China's New Party Chiefs Inherit Growing Economy Hobbled by Problems
But even as China seems to have skirted the recessions currently crippling most of the world's economies, its heady growth masks a series of problems that could quickly see things grind to a halt, analysts say.
Longtime heir in waiting Hu and eight others, including current vice premiers Wu Bangguo and Wen Jiabao, were named to the new nine-man politburo standing committee unveiled in Beijing Friday, after the end of the party's 16th National Congress the previous day, AFP reported.
China's new leaders face a host of difficulties -- ranging from rural and industrial joblessness to massively insolvent banks and a largely bankrupt state enterprise sector -- that outgoing "economics czar" Premier Zhu Rongji has failed to tackle with any great success.
"Agriculture, laid off workers, state-enterprises -- all these problems are connected with each other," said Shanghai University of Finance and Economics Professor Jiang Hong.
Crucial to the Hu-led team's success will be the maintenance of China's strong economic growth rates while keeping a lid on these major structural problems, experts say.
"The most important thing is to maintain the current seven to eight percent economic annual growth rate, because currently there are a lot problems," said Jiang.
Beijing had set an official growth target of seven percent for the year, a figure it has been long assumed Asia's second-biggest economy would easily exceed. However, the achievement is deeply undercut by China's banking debt, experts say.
By Western accounting standards, China's four main commercial banks are effectively insolvent thanks to decades of handing out easy loans to government-owned companies.
The banks have been trying to overhaul their books by auctioning off non-performing loans at steep discounts, but real change has been slowed by the fear of the political repercussions in forcing defaulting state corporations out of business.
Official statistics show that China's banks have sold non-performing loans worth 230 billion yuan ($27 billion), only a fraction of the hundreds of billions of dollars-worth of bad loans thought to be hidden in Byzantine trading books.
Zeng Peiyan, head of the State Development Planning Commission, recently said economic policies would remain the same in coming years, strongly hinting that Hu and his team are unlikely to change the slow-and-steady reform pace followed thus far.
Zeng incidentally won a promotion into the 25-member politburo of the Communist Party on Friday.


*WHAT YOU HAVE TO DO*.
Return each line of the entries that holds the string "team".

[Data tied to figure images]
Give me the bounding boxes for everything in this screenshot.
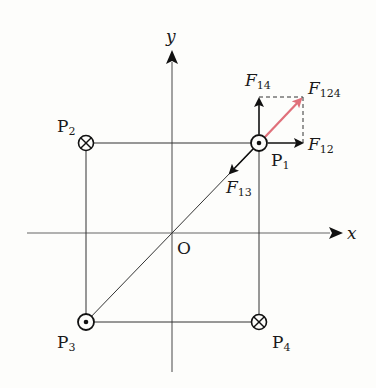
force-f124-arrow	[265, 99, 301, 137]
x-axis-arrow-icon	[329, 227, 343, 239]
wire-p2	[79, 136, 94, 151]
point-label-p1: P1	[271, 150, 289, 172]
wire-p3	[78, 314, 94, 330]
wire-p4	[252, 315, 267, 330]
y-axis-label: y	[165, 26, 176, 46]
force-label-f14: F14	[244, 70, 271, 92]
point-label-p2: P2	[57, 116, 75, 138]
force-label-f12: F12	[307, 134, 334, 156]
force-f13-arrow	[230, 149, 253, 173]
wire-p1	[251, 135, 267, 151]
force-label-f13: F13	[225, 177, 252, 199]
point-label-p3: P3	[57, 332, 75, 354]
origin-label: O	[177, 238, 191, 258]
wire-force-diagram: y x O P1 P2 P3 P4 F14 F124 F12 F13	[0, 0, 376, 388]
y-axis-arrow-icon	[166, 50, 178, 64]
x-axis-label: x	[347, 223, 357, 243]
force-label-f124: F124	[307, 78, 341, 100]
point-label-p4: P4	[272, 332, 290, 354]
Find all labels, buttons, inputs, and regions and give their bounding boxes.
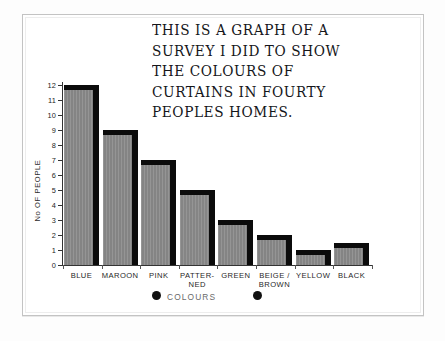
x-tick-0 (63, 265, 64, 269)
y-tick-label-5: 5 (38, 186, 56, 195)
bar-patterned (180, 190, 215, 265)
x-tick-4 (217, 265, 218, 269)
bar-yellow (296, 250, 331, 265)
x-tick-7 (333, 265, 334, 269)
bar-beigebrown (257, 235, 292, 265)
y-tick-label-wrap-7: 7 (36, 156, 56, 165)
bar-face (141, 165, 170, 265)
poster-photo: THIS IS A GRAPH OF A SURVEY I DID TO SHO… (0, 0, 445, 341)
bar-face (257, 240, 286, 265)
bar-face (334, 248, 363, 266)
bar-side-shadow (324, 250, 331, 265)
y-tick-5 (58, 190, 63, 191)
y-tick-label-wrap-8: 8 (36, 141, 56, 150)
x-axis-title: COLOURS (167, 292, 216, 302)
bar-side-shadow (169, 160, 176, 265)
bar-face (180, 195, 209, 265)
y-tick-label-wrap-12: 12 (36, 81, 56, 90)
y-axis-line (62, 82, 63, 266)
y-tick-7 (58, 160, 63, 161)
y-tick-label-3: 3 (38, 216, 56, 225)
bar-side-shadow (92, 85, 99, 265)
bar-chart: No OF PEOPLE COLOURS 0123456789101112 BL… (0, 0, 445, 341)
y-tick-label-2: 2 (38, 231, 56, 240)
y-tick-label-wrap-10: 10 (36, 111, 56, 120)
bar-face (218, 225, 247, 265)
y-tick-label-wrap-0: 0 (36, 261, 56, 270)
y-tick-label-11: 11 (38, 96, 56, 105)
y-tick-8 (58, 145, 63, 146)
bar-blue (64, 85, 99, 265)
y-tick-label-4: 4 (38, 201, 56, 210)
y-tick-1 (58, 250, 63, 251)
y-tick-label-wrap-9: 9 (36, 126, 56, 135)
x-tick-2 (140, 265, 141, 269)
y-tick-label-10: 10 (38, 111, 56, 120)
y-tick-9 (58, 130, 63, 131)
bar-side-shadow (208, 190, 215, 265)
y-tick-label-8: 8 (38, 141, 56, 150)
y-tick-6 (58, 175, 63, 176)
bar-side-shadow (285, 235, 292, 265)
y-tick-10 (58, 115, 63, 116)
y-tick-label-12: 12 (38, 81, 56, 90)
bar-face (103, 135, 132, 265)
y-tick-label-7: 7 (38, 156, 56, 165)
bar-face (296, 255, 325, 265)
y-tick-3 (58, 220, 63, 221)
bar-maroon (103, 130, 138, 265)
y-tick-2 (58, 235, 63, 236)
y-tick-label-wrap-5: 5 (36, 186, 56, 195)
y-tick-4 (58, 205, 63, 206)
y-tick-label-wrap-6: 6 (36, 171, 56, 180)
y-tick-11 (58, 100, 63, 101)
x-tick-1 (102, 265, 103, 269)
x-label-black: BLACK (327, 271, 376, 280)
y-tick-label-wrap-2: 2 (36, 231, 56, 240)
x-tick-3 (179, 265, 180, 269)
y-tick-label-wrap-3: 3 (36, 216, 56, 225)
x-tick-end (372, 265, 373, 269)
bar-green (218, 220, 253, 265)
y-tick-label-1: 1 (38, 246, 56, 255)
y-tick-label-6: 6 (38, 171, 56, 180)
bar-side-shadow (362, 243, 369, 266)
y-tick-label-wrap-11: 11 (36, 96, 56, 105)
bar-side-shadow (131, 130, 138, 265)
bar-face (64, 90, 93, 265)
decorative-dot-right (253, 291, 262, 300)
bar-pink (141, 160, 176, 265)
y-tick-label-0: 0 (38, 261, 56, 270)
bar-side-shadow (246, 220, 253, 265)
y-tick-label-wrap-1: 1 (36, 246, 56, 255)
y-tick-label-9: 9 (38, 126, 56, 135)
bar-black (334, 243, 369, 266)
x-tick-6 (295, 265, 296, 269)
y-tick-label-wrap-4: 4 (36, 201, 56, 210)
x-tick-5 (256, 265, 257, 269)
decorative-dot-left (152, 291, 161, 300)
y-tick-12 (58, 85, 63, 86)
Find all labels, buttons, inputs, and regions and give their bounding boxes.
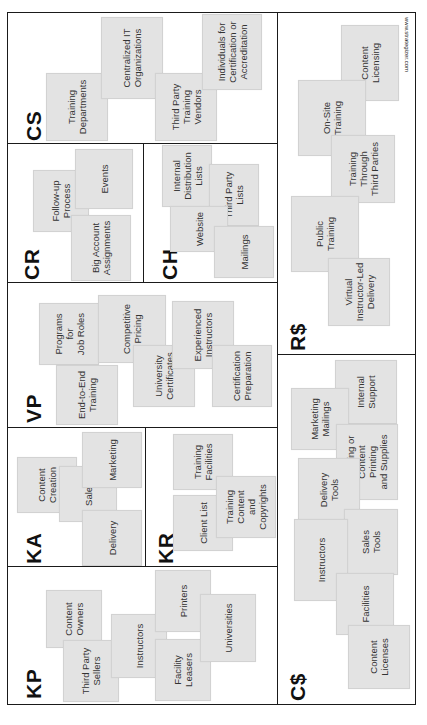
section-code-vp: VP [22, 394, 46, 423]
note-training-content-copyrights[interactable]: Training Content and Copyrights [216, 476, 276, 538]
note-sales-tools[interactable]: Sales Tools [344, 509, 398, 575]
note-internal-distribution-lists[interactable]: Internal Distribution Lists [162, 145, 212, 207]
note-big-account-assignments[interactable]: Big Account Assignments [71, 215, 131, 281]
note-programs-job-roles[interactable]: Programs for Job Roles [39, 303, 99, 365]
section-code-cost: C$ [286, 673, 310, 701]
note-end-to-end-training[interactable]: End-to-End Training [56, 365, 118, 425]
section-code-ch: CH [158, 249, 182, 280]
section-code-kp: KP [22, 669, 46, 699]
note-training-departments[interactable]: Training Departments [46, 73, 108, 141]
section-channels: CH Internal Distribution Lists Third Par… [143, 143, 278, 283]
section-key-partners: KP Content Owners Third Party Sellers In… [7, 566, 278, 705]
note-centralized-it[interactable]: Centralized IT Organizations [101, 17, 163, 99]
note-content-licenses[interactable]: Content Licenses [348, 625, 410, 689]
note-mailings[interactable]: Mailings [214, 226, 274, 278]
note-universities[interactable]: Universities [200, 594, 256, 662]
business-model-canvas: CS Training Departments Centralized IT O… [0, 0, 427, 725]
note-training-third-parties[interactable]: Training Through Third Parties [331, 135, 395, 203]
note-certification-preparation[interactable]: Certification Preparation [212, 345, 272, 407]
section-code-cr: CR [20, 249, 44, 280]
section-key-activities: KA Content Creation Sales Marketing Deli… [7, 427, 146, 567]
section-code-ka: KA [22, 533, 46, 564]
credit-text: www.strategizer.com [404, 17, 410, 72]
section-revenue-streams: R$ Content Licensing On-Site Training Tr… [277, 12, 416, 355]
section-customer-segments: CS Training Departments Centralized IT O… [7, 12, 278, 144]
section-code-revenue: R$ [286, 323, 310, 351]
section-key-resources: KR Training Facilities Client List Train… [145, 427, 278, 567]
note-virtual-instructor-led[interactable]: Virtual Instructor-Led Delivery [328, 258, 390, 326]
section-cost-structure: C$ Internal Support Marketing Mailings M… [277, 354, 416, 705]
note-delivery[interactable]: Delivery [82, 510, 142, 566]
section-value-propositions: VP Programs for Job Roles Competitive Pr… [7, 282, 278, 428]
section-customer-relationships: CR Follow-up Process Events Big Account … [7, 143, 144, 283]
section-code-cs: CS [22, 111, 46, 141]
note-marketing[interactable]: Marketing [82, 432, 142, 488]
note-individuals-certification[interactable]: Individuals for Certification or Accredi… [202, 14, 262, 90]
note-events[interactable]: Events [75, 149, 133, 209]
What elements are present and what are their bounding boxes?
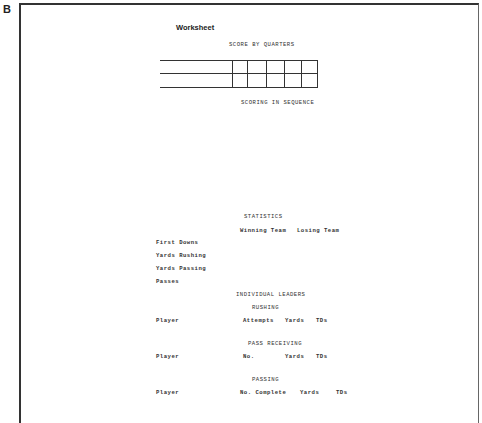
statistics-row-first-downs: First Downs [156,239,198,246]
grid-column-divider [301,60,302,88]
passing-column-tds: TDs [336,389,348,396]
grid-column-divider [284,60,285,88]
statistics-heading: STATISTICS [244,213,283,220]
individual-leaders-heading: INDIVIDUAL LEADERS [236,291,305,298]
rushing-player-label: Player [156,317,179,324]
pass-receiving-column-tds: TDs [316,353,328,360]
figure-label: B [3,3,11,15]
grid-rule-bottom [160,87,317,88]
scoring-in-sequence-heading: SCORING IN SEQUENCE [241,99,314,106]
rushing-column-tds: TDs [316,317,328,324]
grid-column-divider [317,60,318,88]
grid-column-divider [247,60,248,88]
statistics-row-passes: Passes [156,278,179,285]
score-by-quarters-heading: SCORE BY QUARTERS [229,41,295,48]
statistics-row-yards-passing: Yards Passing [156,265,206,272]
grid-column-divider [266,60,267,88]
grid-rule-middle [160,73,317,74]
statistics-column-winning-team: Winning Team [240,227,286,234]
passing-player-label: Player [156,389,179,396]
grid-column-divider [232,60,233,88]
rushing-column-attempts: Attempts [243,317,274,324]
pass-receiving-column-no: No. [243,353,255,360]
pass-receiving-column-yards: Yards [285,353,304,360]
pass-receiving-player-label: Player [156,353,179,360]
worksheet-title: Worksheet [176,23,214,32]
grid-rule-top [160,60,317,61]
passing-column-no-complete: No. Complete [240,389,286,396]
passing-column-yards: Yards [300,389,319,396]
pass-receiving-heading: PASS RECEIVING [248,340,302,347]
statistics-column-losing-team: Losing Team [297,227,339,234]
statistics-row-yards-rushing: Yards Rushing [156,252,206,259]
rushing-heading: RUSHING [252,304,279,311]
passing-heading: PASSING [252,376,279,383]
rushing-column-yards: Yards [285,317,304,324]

*OUTPUT FOR THIS EXERCISE*.
statistics-column-winning-team: Winning Team [240,227,286,234]
statistics-column-losing-team: Losing Team [297,227,339,234]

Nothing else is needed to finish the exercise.